BEDA #11: Foolscap (Godfather of Pages)">BEDA #11: Foolscap (Godfather of Pages)

I have been at home mak­ing notes on my foolscap writ­ing pad this evening. And I have spent much of the night lament­ing the fact that foolscap is no longer the paper size of choice. Poor foolscap. And so I have writ­ten a short pop num­ber about foolscap. Though I think it’s just the cho­ruses. Maybe I’ll get Lil Wayne or The Game to come up with some rhymes for in between.

It’s foolscap!
Skinny by the sides
Longer down the spine
Few many more lines

It’s foolscap!
Alter­nate dimen­sions
With­out any ques­tion
Sta­tionery legend

It’s foolscap!
From the mid­dle ages
To its cur­rent sta­tus
God­fa­ther of pages


BEDA #10: Blog from the Vault">BEDA #10: Blog from the Vault

Who sched­uled the long week­end dur­ing Blog Every Day April? Blerg. Any­way, today I’m offer­ing up a piece of my per­sonal diary from Good Fri­day 16 years ago. I was ten years old. Colsore!

goodfriday

BEDA #9: My pile of books">BEDA #9: My pile of books

When I tell peo­ple that I have a pile of books at home that I’m reading/about to read, I really mean a pile. Not a stack, or a tower. A pile. Spread out. Chaotic. Piled.

books

See.

BEDA #8: Greatest Blogger sample chapters">BEDA #8: Greatest Blogger sample chapters

Mmm. Today is a good day because I get to share these sam­ple chap­ters from The Great­est Blog­ger in the World (out in July) with you. Think of the chap­ters as cheese, the pdf as the tooth­pick and me as the old woman giv­ing out sam­ples next to the deli.

final-cover

BEDA #7: Andrew McDonald the Shoemaker">BEDA #7: Andrew McDonald the Shoemaker

One week into BEDA and I’m find­ing blog­ging every day to be eas­ier than I thought it would be. It cer­tainly helps when I’m sent arti­cles like this one about my name­sake Andrew McDon­ald the Shoe­maker from Sydney.

andrew-shoe

That’s a photo of Andrew above, taken from the inter­view in today’s small busi­ness sec­tion of the Age. I already have to com­pete with Andrew McDon­ald the Vic­to­rian crick­eter now I have to com­pete with Andrew McDon­ald the Shoe­maker get­ting all this media atten­tion too.

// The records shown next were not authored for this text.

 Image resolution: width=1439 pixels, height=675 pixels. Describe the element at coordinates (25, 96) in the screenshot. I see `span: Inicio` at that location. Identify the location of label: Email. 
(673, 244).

To try to coun­ter­act all the atten­tion Shoe-Andrew is get­ting I have taken the Q&A he did with the Age, removed his answers and inserted my own answers:

The Age: How is bespoke retail­ing far­ing right at the moment? Are you find­ing cus­tomers are being more economical?

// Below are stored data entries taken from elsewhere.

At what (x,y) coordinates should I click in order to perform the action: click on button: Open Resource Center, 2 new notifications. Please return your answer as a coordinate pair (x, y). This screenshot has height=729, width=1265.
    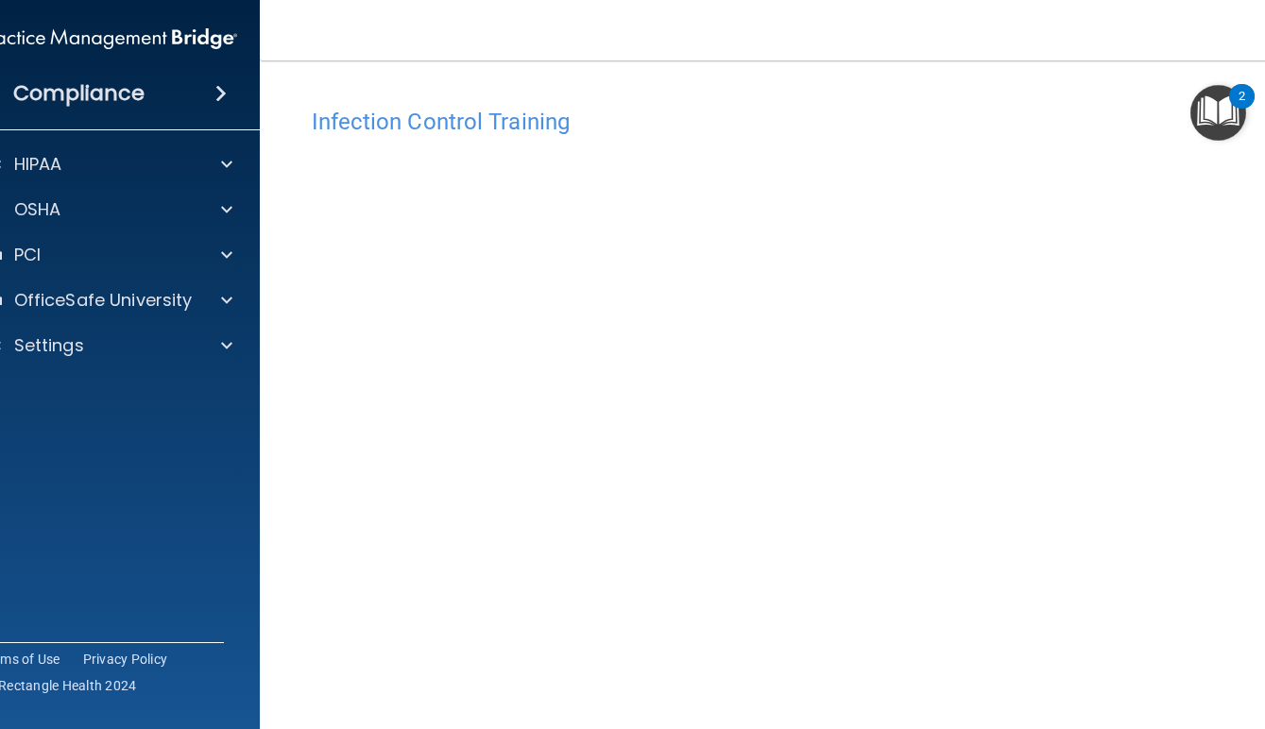
    Looking at the image, I should click on (1218, 112).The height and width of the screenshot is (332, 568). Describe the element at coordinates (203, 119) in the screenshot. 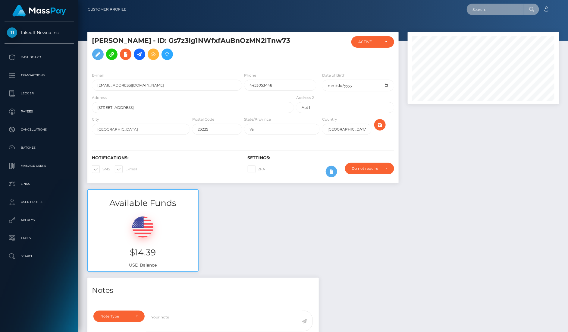

I see `label: Postal Code` at that location.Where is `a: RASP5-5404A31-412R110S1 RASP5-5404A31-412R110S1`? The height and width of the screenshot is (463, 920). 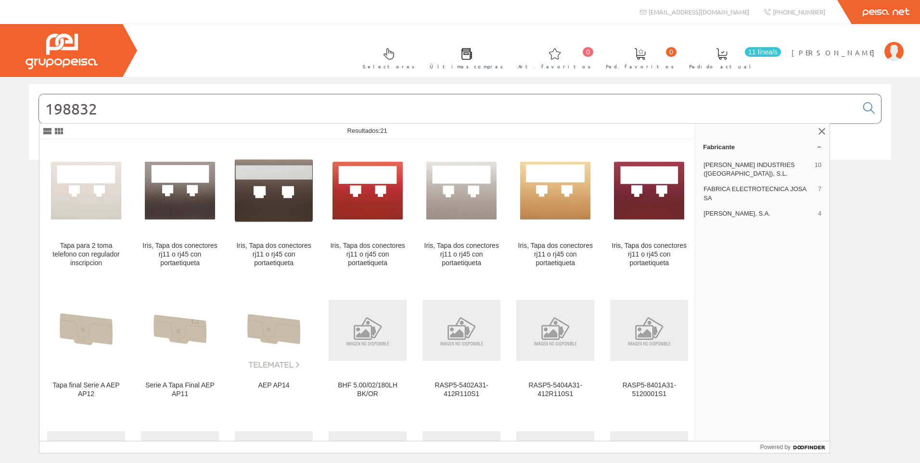
a: RASP5-5404A31-412R110S1 RASP5-5404A31-412R110S1 is located at coordinates (555, 344).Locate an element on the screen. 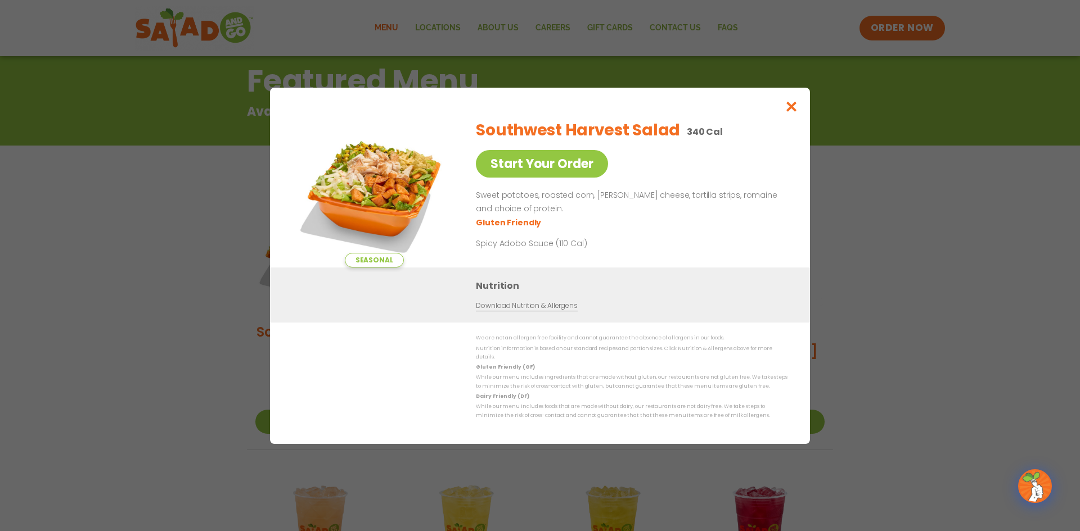 This screenshot has width=1080, height=531. p: 340 Cal is located at coordinates (705, 132).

Me: I would say that bespoke retail­ing is most likely doing less busi­ness than usual at the moment. I say this because I have cer­tainly not pur­chased any bespoke or custom-made items in the past year or so. Exclud­ing that suit I got in Vietnam.

What changes have you had to make to the way you run your busi­ness to accom­mo­date the cur­rent eco­nomic climate?

I wouldn’t exactly call being a writer a busi­ness. But if I did run a busi­ness I would prob­a­bly cut back on all mar­ket­ing, fire most of my staff and spend my week­ends just gen­er­ally panicking.

How has the down­turn impacted on your busi­ness plans for the next 12 months?

It means that I can no longer afford to pay my busi­ness plan­ner Joseph to plan my busi­ness. Although I think he was work­ing on a five-year plan not a 12-month plan.

What things would you never com­pro­mise on and what things are ok to scale back on?

Writ­ers should try scal­ing back on com­pound verbs — they take up too much space and as money gets tighter, books are going to have fewer pages.

Is lux­ury retail­ing fac­ing the need to re-invent itself? Oro­ton mar­kets itself as ‘afford­able lux­ury’. Can this work for others?

Afford­able lux­ury is when you break into a rich person’s back­yard and swim in their pool. Or when you attend a wed­ding with the inside of your jacket lined with plas­tic bags to put caviar into. I’m not sure that Oro­ton counts.

If you had a crys­tal ball, what would you pic­ture for the next 12 months?

I don’t think this ques­tion makes gram­mat­i­cal sense. I mean, are you ask­ing what do I pic­ture hap­pen­ing in the forth­com­ing 12 months or what would I see if I stared at a crys­tal ball for 12 months in a row? The answer to that last ques­tion is…crystal ball. I would prob­a­bly just see a whole lot of crys­tal ball.